Updated: Jun 16, 2023

The nineteenth-century "Kentucky breakfast" was popular among militia colonels on "muster days." It consisted of a quart of whiskey, a beefsteak, and a bulldog that ate the steak.


Until 1850, each Kentucky county was required to hold military training for all men ages 20 to 45. This continued until the new Kentucky Constitution of 1850 (the third), which included no language for the continuance of the State Militia. The Quakers and temperance crusaders played a part in this.


A few years after the Second War with England, the War of 1812, the militias began to deteriorate, or at least the training did. These musters were a farce during this era of the so-called Cornstalk Militia (because few men owned guns).


But muster days became serious large-scale socializing, picnicking, horse trading, horse racing, and betting. In Muhlenberg, races were held at Russell Old Field, southeast of Greenville. That is, until the preachers and churchgoers closed it down, for a few years, after the murder of Isom Sheffield (see below).


Musters were also days of severe drinking and fist-to-skull fighting. In 1842, Bob Jenkins murdered Isom Sheffield after Sheffield hit Jenkins with his sumac stick (a better training weapon for mustering than a cornstalk). The two musterers had a long-standing argument over siding with or against the so-called Regulators, a vigilante group of citizens who patrolled an area of several counties (Muhlenberg, Christian, and Todd) in the 1830s-1840s, keeping personal morality in order. Or so they tried.
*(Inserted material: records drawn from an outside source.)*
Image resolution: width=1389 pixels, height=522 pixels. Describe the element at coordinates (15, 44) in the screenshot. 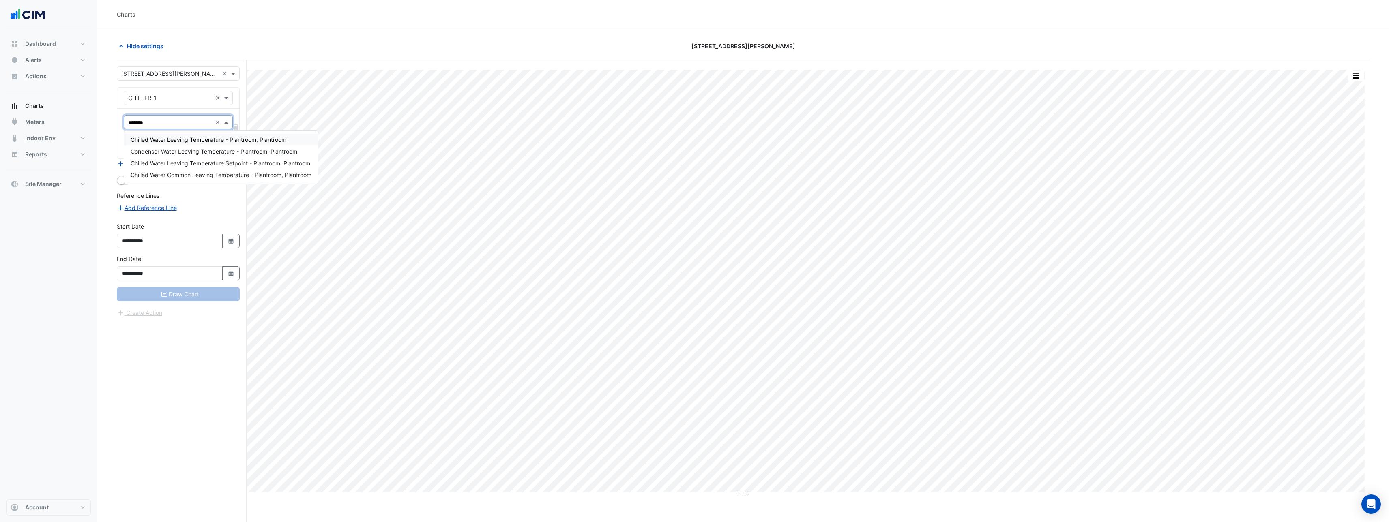

I see `app-icon: Dashboard` at that location.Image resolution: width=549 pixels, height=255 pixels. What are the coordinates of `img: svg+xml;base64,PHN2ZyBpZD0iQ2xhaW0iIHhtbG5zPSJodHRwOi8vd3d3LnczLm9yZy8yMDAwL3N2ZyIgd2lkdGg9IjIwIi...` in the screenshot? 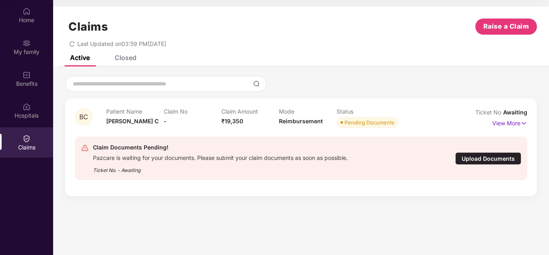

So, after the demise of the Cornstalk Militia and its required "training," the 1850s fell into more sedate and bucolic times. That is until the approach of the Civil War revived the militias with their mustering with a few guns and lots of cornstalks and sumac sticks.


The actual fighting, with real guns, in the Civil War killed some 750,000 men (if we include death from diseases). They were little trained for this.


And the antebellum Regulators had given up their "regulating" after several decades of using violence to improve public morality. It did not take.


The severe drinking and fighting never stopped. For this, many men of Muhlenberg and other counties had more specific and practical training. And bulldogs ate steak at least several times each year. Source: Richard G. Stone, Jr., A Brittle Sword: The Kentucky Militia,1776-1912 (Lexington: University Press of Kentucky,1977).